▶ [Exercise] Down to the last line, restate the records below word for word, dropping every image.

▶ [Data supplied]
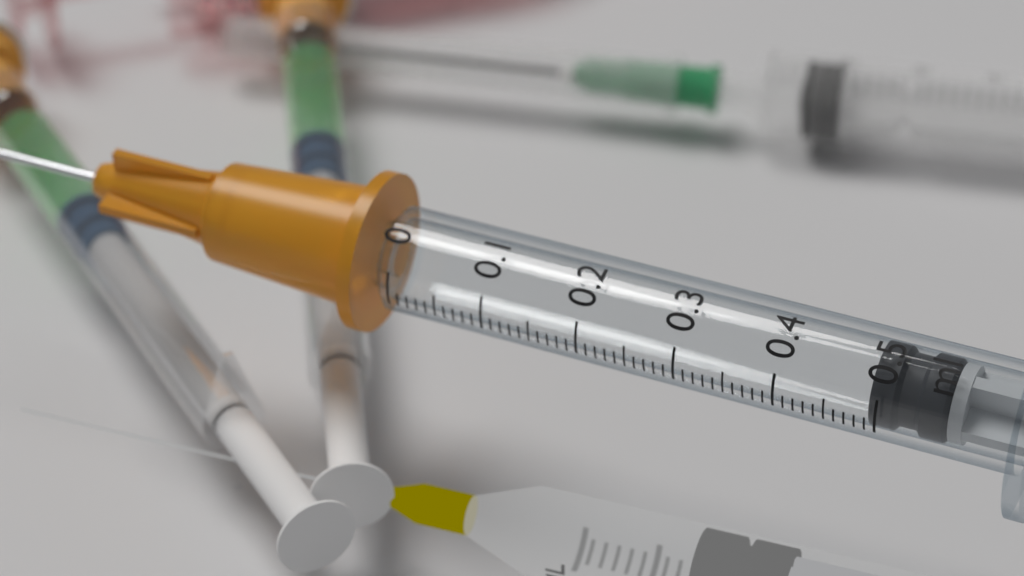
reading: 0.49 ml
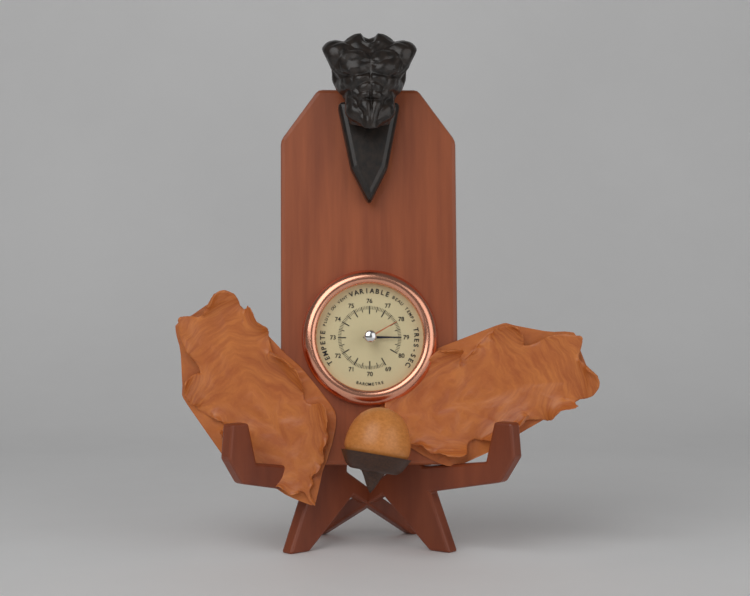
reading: 79.0 (no unit)
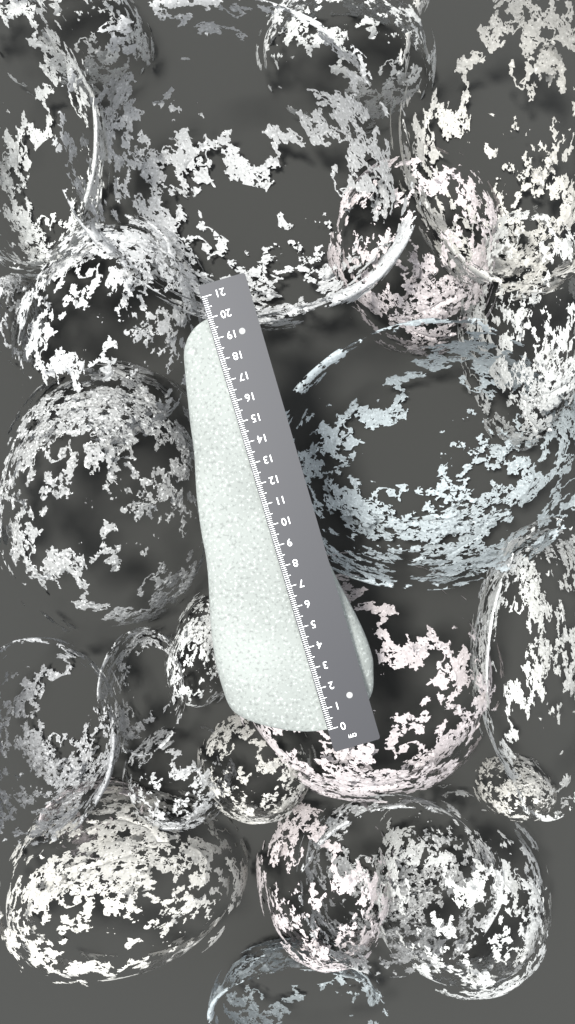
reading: 20.0 cm
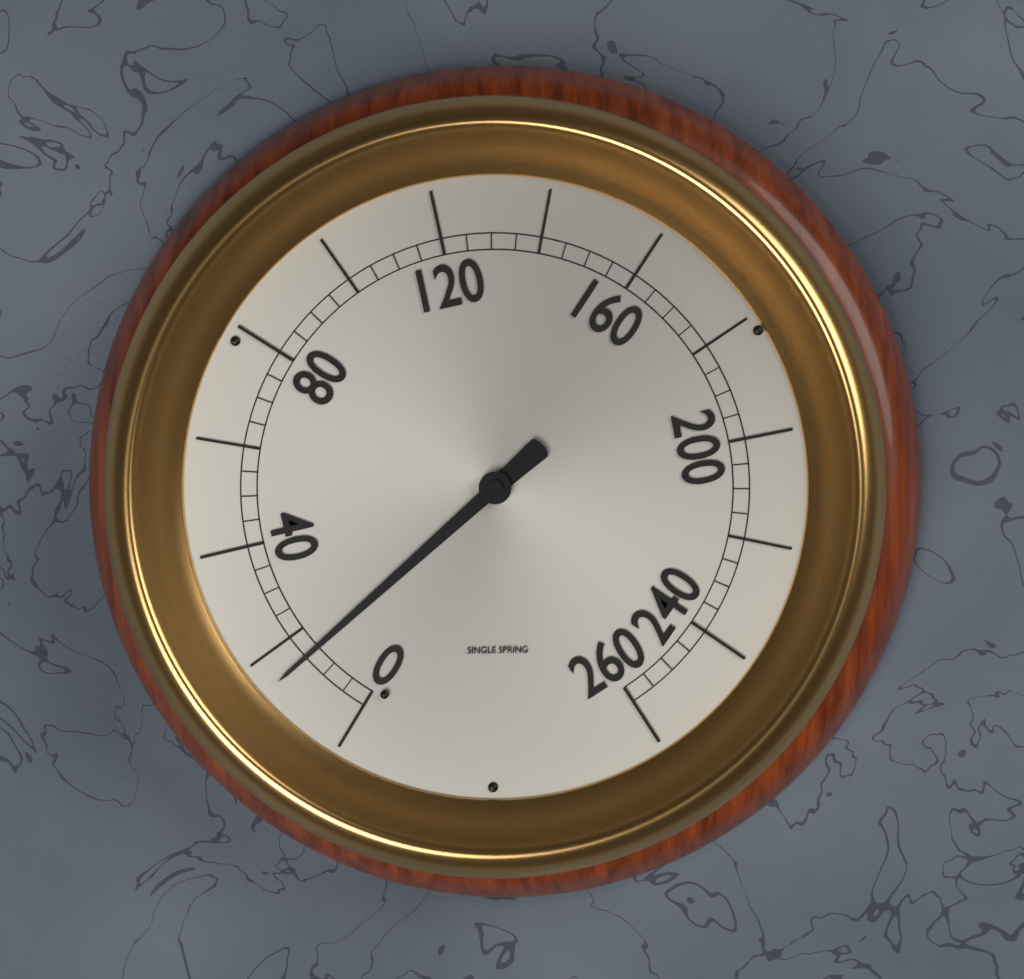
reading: 15 (no unit)
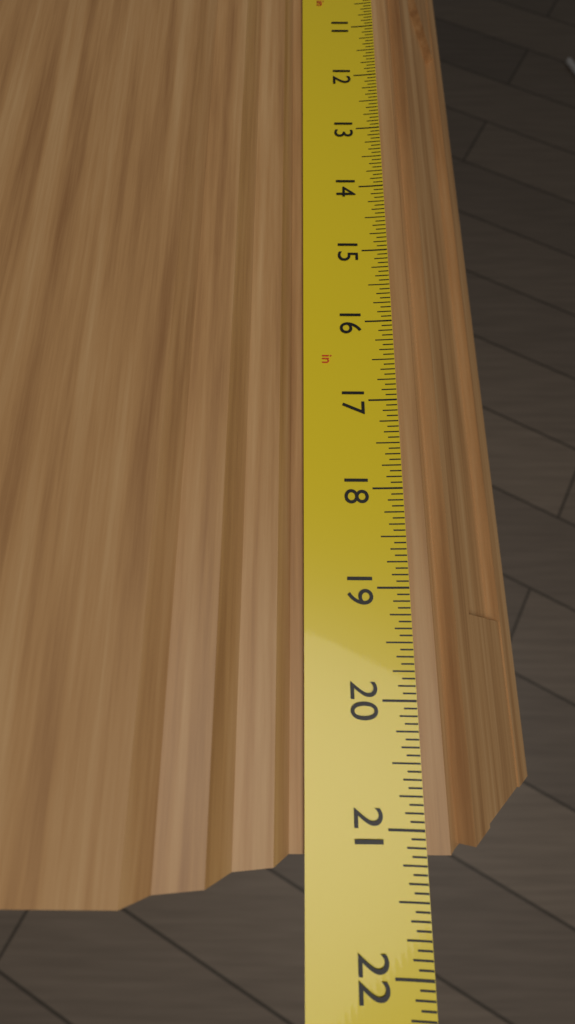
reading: 21.1875 in
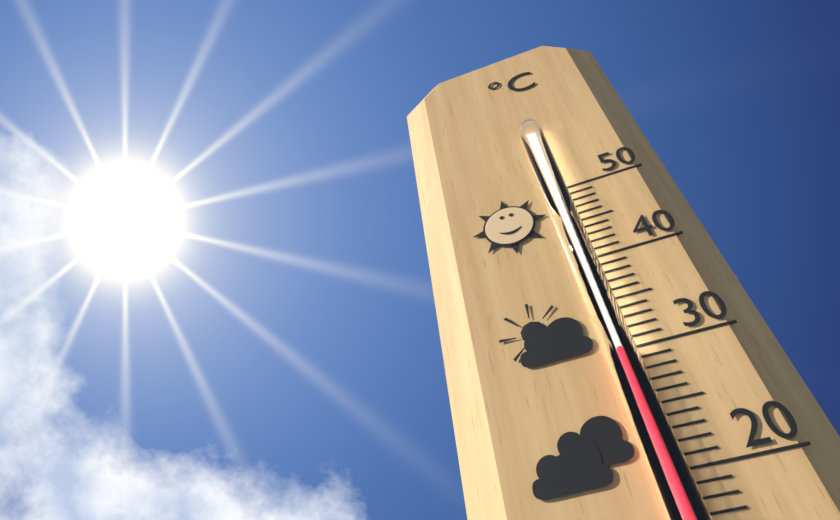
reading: 30 °C
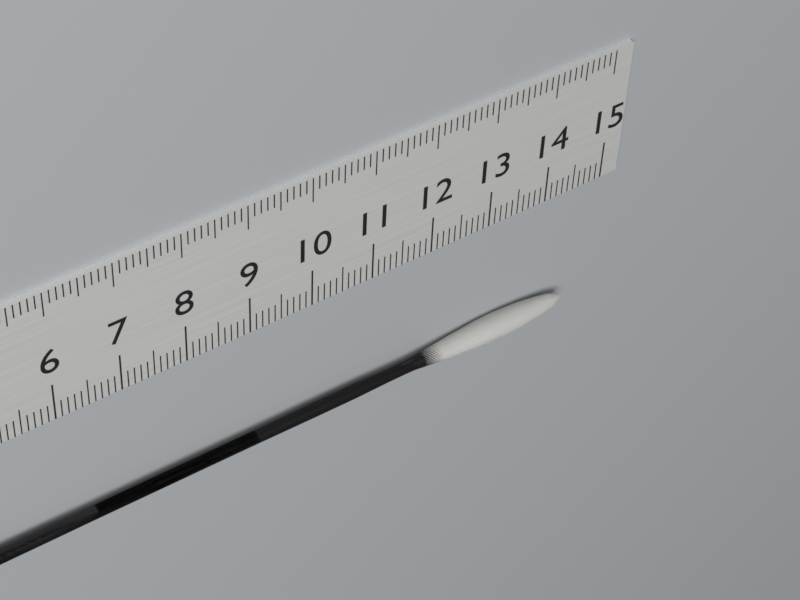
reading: 14.4 cm
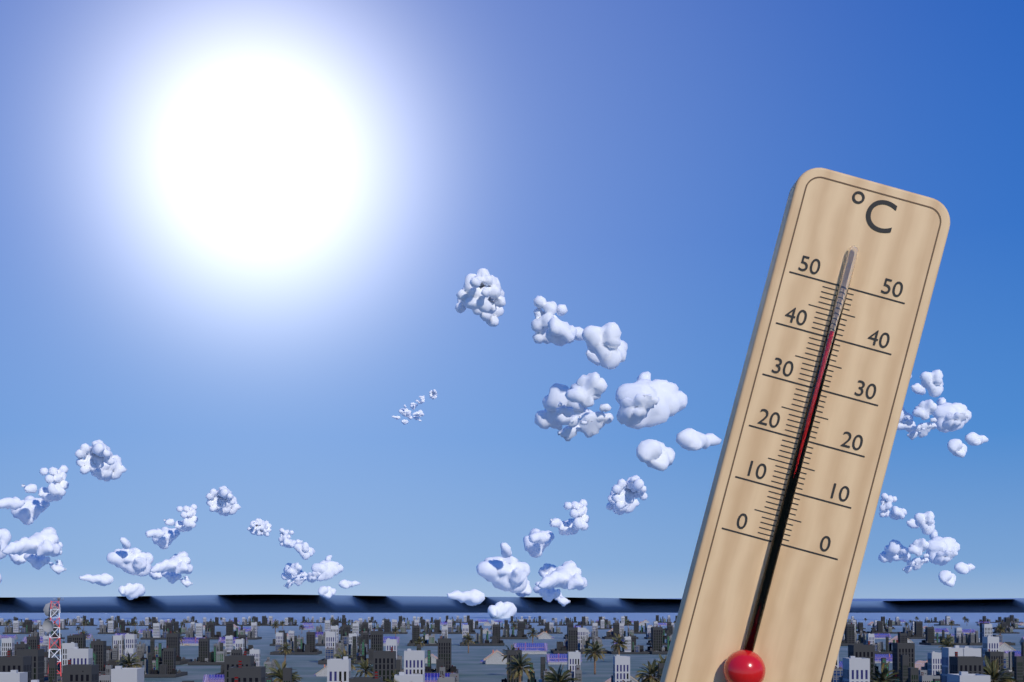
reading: 41 °C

▶ [Written response]
reading: 0.49 ml
reading: 79.0 (no unit)
reading: 20.0 cm
reading: 15 (no unit)
reading: 21.1875 in
reading: 30 °C
reading: 14.4 cm
reading: 41 °C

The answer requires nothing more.